Dreamhost and Powweb both have plans for $8 a month and include your own domain name, nearly 5G of disk, mail, MySQL and a host of 1-click software packages including blogs, wiki's, forums and other typical website type things. I wouldn't put a business critical or revenue generation website on these low-end services but they work perfectly fine for a personal site. I do see that each of them offer higher end services, but I can't comment on the reliability of those. A friend of mine uses Dreamhost's higher end stuff and it seems to do well for him, buy YMMV.

Funny link of the day: Beef Panties?

"Quaker Maid Meats Inc. on Tuesday said it would voluntarily recall 94,400 pounds of frozen ground beef.."

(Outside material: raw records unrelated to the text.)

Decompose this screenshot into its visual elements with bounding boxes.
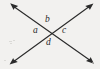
scan-artifact-speck [13, 40, 15, 41]
angle-label-c: c [62, 26, 66, 36]
geometry-figure: a b c d [0, 0, 100, 69]
angle-label-a: a [33, 26, 38, 36]
angle-label-d: d [46, 38, 51, 48]
intersecting-lines-svg [0, 0, 100, 69]
scan-artifact-speck [92, 62, 94, 63]
angle-label-b: b [45, 15, 50, 25]
scan-artifact-speck [9, 41, 12, 42]
scan-artifact-speck [4, 60, 6, 61]
scan-artifact-speck [10, 43, 12, 44]
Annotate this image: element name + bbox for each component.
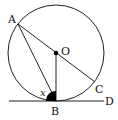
geometry-diagram: A O B C D x (0, 0, 118, 120)
label-c: C (95, 83, 103, 96)
label-angle-x: x (40, 87, 46, 98)
chord-ab (18, 24, 56, 101)
label-b: B (51, 105, 59, 118)
center-point-o (54, 51, 59, 56)
angle-x-marker (46, 91, 56, 101)
label-a: A (7, 13, 17, 26)
label-o: O (61, 45, 70, 58)
label-d: D (105, 95, 114, 108)
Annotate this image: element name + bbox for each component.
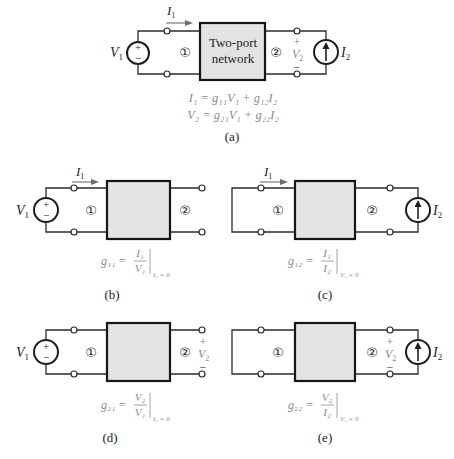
i1-arrowhead-icon xyxy=(91,179,99,185)
source-minus-sign: − xyxy=(43,209,49,221)
panel-e: ① ② + V2 − I2 g₂₂ = V₂ I₂ V₁ = 0 (e) xyxy=(232,323,442,445)
v2-minus-sign: − xyxy=(200,360,207,374)
g21-definition: g₂₁ = V₂ V₁ I₂ = 0 xyxy=(101,391,170,423)
equation-i1: I₁ = g₁₁V₁ + g₁₂I₂ xyxy=(188,91,278,105)
two-port-network-box xyxy=(107,181,170,239)
caption-d: (d) xyxy=(102,430,117,445)
network-label-line1: Two-port xyxy=(209,35,258,50)
equation-denominator: I₂ xyxy=(322,406,331,418)
port1-bottom-terminal xyxy=(258,371,264,377)
equation-condition: V₁ = 0 xyxy=(340,271,359,279)
port2-number: ② xyxy=(270,45,282,60)
port1-number: ① xyxy=(272,345,284,360)
equation-lhs: g₁₁ = xyxy=(101,254,126,268)
i1-label: I1 xyxy=(166,3,175,20)
g22-definition: g₂₂ = V₂ I₂ V₁ = 0 xyxy=(288,391,359,423)
equation-numerator: V₂ xyxy=(322,391,333,403)
port2-bottom-terminal xyxy=(387,229,393,235)
port2-top-terminal xyxy=(294,28,300,34)
i1-arrowhead-icon xyxy=(185,20,193,26)
caption-e: (e) xyxy=(318,430,332,445)
two-port-network-box xyxy=(107,323,170,381)
port2-number: ② xyxy=(179,345,191,360)
caption-a: (a) xyxy=(225,129,239,144)
port1-number: ① xyxy=(85,203,97,218)
equation-condition: V₁ = 0 xyxy=(340,415,359,423)
port1-number: ① xyxy=(85,345,97,360)
equation-numerator: I₁ xyxy=(135,247,144,259)
v2-minus-sign: − xyxy=(387,360,394,374)
i1-arrowhead-icon xyxy=(280,179,288,185)
two-port-network-box xyxy=(295,323,355,381)
short-circuit-wire xyxy=(232,330,258,374)
equation-lhs: g₂₂ = xyxy=(288,398,313,412)
network-label-line2: network xyxy=(212,51,255,66)
g-parameter-figure: + − V1 I1 ① Two-port network ② + V2 − I2… xyxy=(0,0,454,459)
i2-label: I2 xyxy=(340,45,350,62)
g11-definition: g₁₁ = I₁ V₁ I₂ = 0 xyxy=(101,247,170,279)
port1-number: ① xyxy=(272,203,284,218)
equation-v2: V₂ = g₂₁V₁ + g₂₂I₂ xyxy=(187,108,279,122)
port2-top-terminal xyxy=(199,327,205,333)
source-minus-sign: − xyxy=(43,351,49,363)
port1-top-terminal xyxy=(258,327,264,333)
i1-label: I1 xyxy=(75,164,84,181)
i2-label: I2 xyxy=(432,345,442,362)
source-minus-sign: − xyxy=(135,52,141,64)
caption-c: (c) xyxy=(318,287,332,302)
panel-a: + − V1 I1 ① Two-port network ② + V2 − I2… xyxy=(110,3,350,144)
port1-top-terminal xyxy=(71,327,77,333)
port2-number: ② xyxy=(179,203,191,218)
panel-d: + − V1 ① ② + V2 − g₂₁ = V₂ V₁ I₂ = 0 (d) xyxy=(16,323,209,445)
equation-denominator: V₁ xyxy=(135,406,146,418)
port1-bottom-terminal xyxy=(164,71,170,77)
port1-top-terminal xyxy=(71,185,77,191)
port2-bottom-terminal xyxy=(199,229,205,235)
caption-b: (b) xyxy=(104,287,119,302)
equation-lhs: g₂₁ = xyxy=(101,398,126,412)
port1-number: ① xyxy=(179,45,191,60)
equation-condition: I₂ = 0 xyxy=(152,271,170,279)
port1-bottom-terminal xyxy=(258,229,264,235)
port1-top-terminal xyxy=(164,28,170,34)
v2-minus-sign: − xyxy=(294,60,301,74)
panel-c: I1 ① ② I2 g₁₂ = I₁ I₂ V₁ = 0 (c) xyxy=(232,164,442,302)
v1-label: V1 xyxy=(16,345,29,362)
equation-denominator: V₁ xyxy=(135,262,146,274)
equation-denominator: I₂ xyxy=(322,262,331,274)
i2-label: I2 xyxy=(432,203,442,220)
port2-number: ② xyxy=(366,203,378,218)
port1-top-terminal xyxy=(258,185,264,191)
port2-top-terminal xyxy=(387,327,393,333)
port1-bottom-terminal xyxy=(71,229,77,235)
equation-condition: I₂ = 0 xyxy=(152,415,170,423)
equation-lhs: g₁₂ = xyxy=(288,254,313,268)
v1-label: V1 xyxy=(110,45,123,62)
equation-numerator: I₁ xyxy=(322,247,331,259)
port2-number: ② xyxy=(366,345,378,360)
panel-b: + − V1 I1 ① ② g₁₁ = I₁ V₁ I₂ = 0 (b) xyxy=(16,164,205,302)
port2-top-terminal xyxy=(387,185,393,191)
g12-definition: g₁₂ = I₁ I₂ V₁ = 0 xyxy=(288,247,359,279)
port2-top-terminal xyxy=(199,185,205,191)
v1-label: V1 xyxy=(16,203,29,220)
port1-bottom-terminal xyxy=(71,371,77,377)
equation-numerator: V₂ xyxy=(135,391,146,403)
i1-label: I1 xyxy=(263,164,272,181)
short-circuit-wire xyxy=(232,188,258,232)
two-port-network-box xyxy=(295,181,355,239)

make firefox a little more writer friendly

published on 2005-11-14 in computing

Geek to Live: Turn Firefox into a web writer - Lifehacker *

The rise of the read/write web makes the term “browser” a misnomer. If you use web-based e-mail like Gmail, or if you post to forums or write a blog, you’re using a “browser” to author documents as well as browse them. A plain, tiny web page textarea is not very conducive to writing. If you spend a lot of time writing the web with Firefox, soup up your “browser” with a few extensions that will turn it into a powerful text editor.